The halfling didn’t melt under those curious looks.

“Drizzt would go back for me,” he explained, and he said no more, and crossed his arms over his small chest and set his jaw firmly.

Catti-brie offered him a warm smile. “Then we will meet again, alive, so I hope.”

, I believe.”Itim“ Oh, by the iron balls o’ Clangeddin!” Bruenor huffed. He hopped back from Catti-brie and put his hands on his hips. “Beardless?” he asked.

Catti-brie smiled, seeing all too clearly where this was heading.

“Bah!” the dwarf grumbled and spun away. “Let’s be goin’ then, and if we’re to be landin’ all around Faerun, then where’re we to meet and how’re we to know, and what …?”

“In the night of the spring equinox in your twenty-first year,” Catti-brie answered. “The Night of Mielikki, in a place we all know well.”

Bruenor stared at her. Regis stared at her. Wulfgar stared at her. The gaze of all three burned into her, so many questions spinning, so much left to ask, and yet none of it, they all knew, possible to answer.

“Bruenor’s Climb,” she said. “Kelvin’s Cairn in Icewind Dale, on the night of the spring equinox. There we will join anew, if we have not found each other previously.”

“No!” Wulfgar stated flatly behind her, and she turned around to see the big man step farther into the pond. His stern visage softened under the gazes of his three friends. “I cannot,” he said quietly.
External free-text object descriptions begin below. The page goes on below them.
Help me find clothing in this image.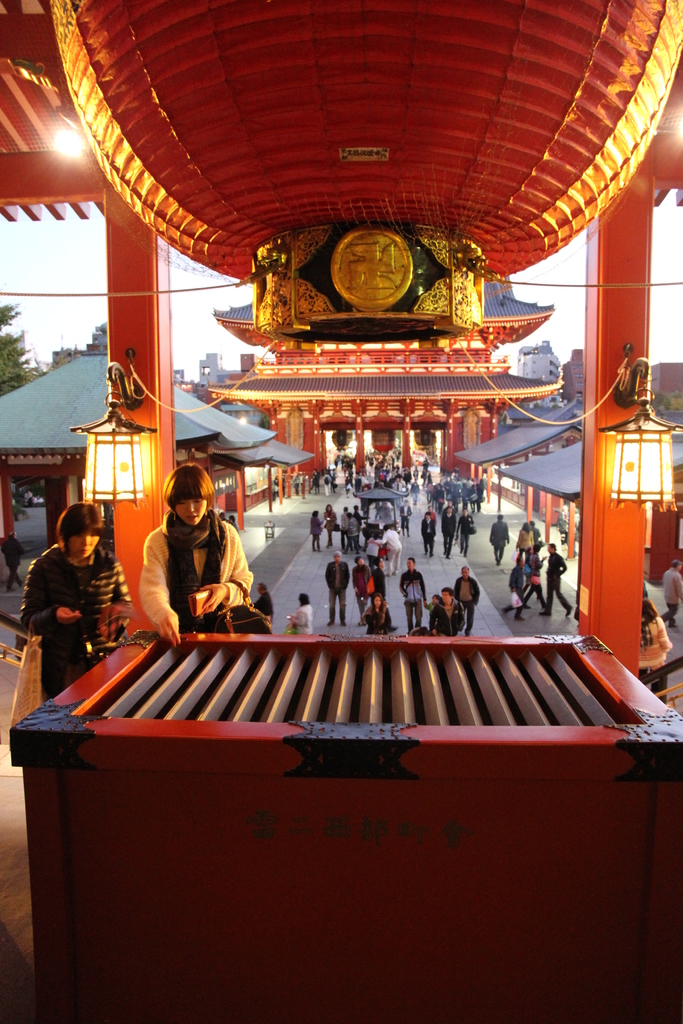
Found it: (x1=15, y1=522, x2=126, y2=700).
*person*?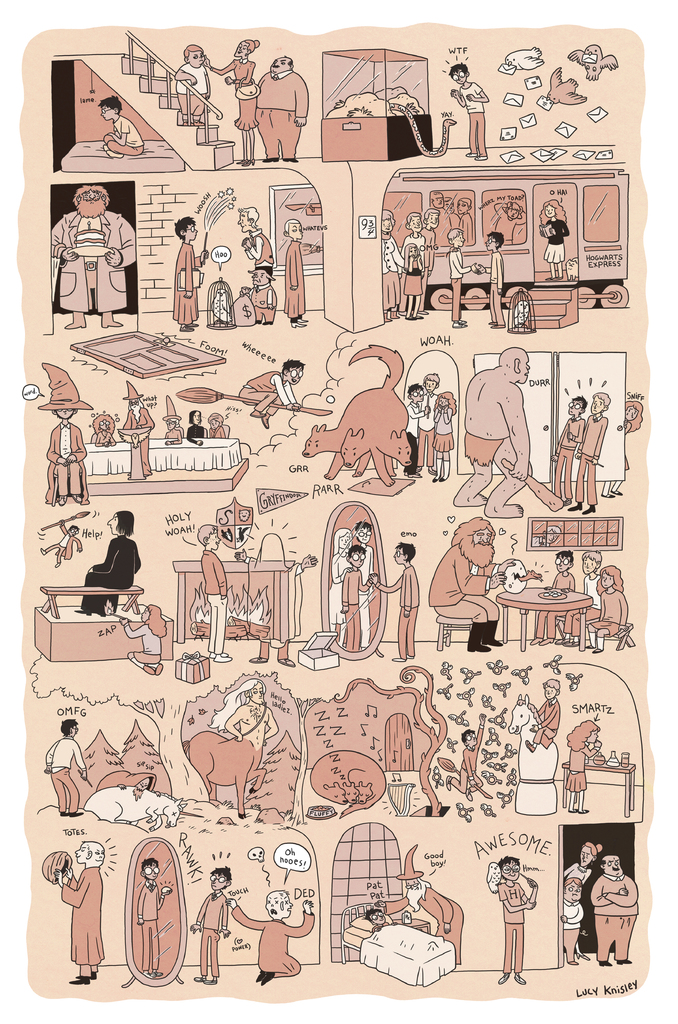
Rect(448, 63, 488, 160)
He lowered his eyes and shook his head. “My days beside you, I treasure,” he told them. “And know that I did love you once,” he said to Catti-brie directly. “But I gained a life beyond our time, back in my homeland with my people, and there I found love and family anew. They are gone now, all of them …,” His voice trailed off and he pointed to the pond, and he was pointing toward Warrior’s Rest, they all knew, the promised heaven of his god, Tempus. “They await. My wife. My children. Forgive me.”

“There is nothing to forgive,” Catti-brie said, and both Bruenor and Regis echoed the sentiment. “There is no debt to be repaid here. Mielikki would offer the choice to Drizzt’s dearest friends, to the Companions of the Hall, and you are among that group. Farewell, my friend, and know that I once and ever loved you and will never forget you.”

She walked to the pond, right into the water, and embraced Wulfgar warmly and lovingly and kissed him on the cheek. “Warrior’s Rest will be greater with Wulfgar, son of Beornegar, who too awaits your arrival.”

She walked out as Bruenor and Regis moved to similarly embrace the barbarian. Regis came back from the pond eagerly, Catti-brie noted, but Bruenor glanced back many times as he moved to join the other two.

Withending the con

CHAPTER 4

SON O’ THE LINE

The Year of the Reborn Hero (1463 DR) Citadel Felbarr

"Suren that the winter’s in me old bones,” King Emerus Warcrown said to Parson Glaive, his friend and advisor. King Emerus stretched his arms wide, his muscular shoulders flexing and bulging. He was past his two-hundredth birthday by many years, but still possessed a physique that would make a fifty-year-old jealous, and few of any age would wish to engage in combat with this proud old shield dwarf! He walked to the side of the room and grasped a large log in just one hand, easily hoisting it in his powerful grip and tossing it onto the flames.

“Aye, but she’s a rough one,” agreed Parson Glaive, the principle cleric in Citadel Felbarr, leader of the church, and the dwarf Emerus had recently appointed as Steward-in-Waiting should anything ill befall the king. “Snow’s piled high around the west Runegate. I’ve set a horde o’ shov’lers to work cleaning it afore the next caravan rolls through.”

“Won’t be rolling anytime soon!” Emerus said with a belly laugh. “Sledding, maybe, but not rollin’!”